Parents and educators now have more evidence that it's a good idea for parents to read to babies. According to a first-of-its-kind large-scale study of low-income parents, early reading associates with a toddler's vocabulary.

The study, led by UNL researcher Helen Raikes, shows that English-speaking mothers who begin reading to their children at a very early age have toddlers with greater language comprehension, larger, more expressive vocabularies and higher cognitive scores by the age of 2. Spanish-speaking mothers who read to their children every day have 3-year-olds with greater language and cognitive development than those who aren't read to. This research at UNL and Iowa State, New York, Columbia and Harvard universities, and from Mathematica Policy Research Inc., was published in the July/August issue of the journal Child Development.

Raikes, professor of family and consumer sciences and the study's lead author, said most people will not be surprised by the study results. But, more than anything, the confirmation of the need for reading by parents and educators to infants and toddlers is an important reminder, and the study provides firm data for researchers who have before now failed to study closely early-reading effects among low-income children who are at risk for language delays.

"The fact is that nobody had done this large a study with infants and toddlers at any level," Raikes said. She said previous studies have looked mostly at 3- and 4-year-olds. "We said, 'Let's take a good look at this and see when are children learning language.' We know parental inputs to language learning are really important at much earlier ages."

Researchers studied 2,581 families in the Early Head Start Research and Evaluation Project and a control group in 17 communities across the United States. Within a subgroup of 1,101, they explored in-depth relations between reading and child outcomes for English- and Spanish-speaking families. The children were evaluated at 14-, 24- and 36- months of age.

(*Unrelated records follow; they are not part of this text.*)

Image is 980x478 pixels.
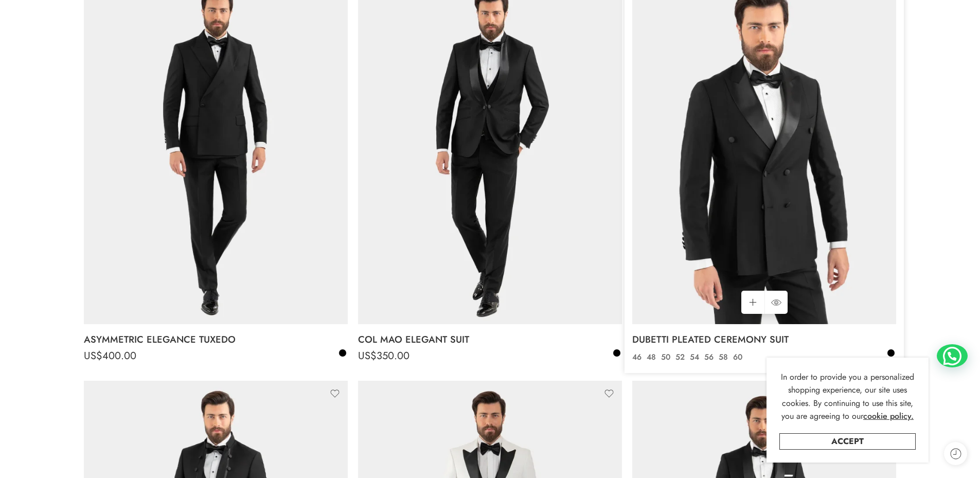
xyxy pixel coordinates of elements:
[688,351,702,363] a: 54
[717,351,730,363] a: 58
[886,348,896,357] a: Black
[742,290,764,314] a: Select options for “DUBETTI PLEATED CEREMONY SUIT”
[612,348,622,357] a: Black
[764,290,787,314] a: QUICK SHOP
[632,329,897,349] a: DUBETTI PLEATED CEREMONY SUIT
[702,351,717,363] a: 56
[730,351,745,363] a: 60
[673,351,688,363] a: 52
[338,348,348,357] a: Black
[632,348,651,363] span: US$
[629,351,644,363] a: 46
[780,433,916,449] a: Accept
[358,348,377,363] span: US$
[84,348,137,363] bdi: 400.00
[644,351,658,363] a: 48
[781,371,914,422] span: In order to provide you a personalized shopping experience, our site uses cookies. By continuing ...
[84,348,103,363] span: US$
[864,409,914,423] a: cookie policy.
[84,329,348,349] a: ASYMMETRIC ELEGANCE TUXEDO
[658,351,673,363] a: 50
[358,348,410,363] bdi: 350.00
[358,329,622,349] a: COL MAO ELEGANT SUIT
[632,348,685,363] bdi: 400.00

About half the mothers reported reading daily to their children at each age, although slightly more mothers read daily when their children were 2 and 3 than when they were 14 months. White mothers reported reading more frequently than mothers in other racial/ethnic groups, as did mothers of girls, first-born children and children in the Early Head Start program.

In addition to the findings noted earlier, the researchers also found that reading and children's vocabulary seemed to enhance one another beginning as early as 14-months in English-speaking groups. In other words, the more mothers read, the better the children's vocabulary, which, in turn, encouraged more reading.

"Everyone wants to know what to do to be a good parent and to provide good care," Raikes said. "It's such a simple thing to do. You almost think it's obvious. It isn't. Language interaction between the parent and child, labeling objects, talking about things, sitting and looking at books and reading encourages language development and learning."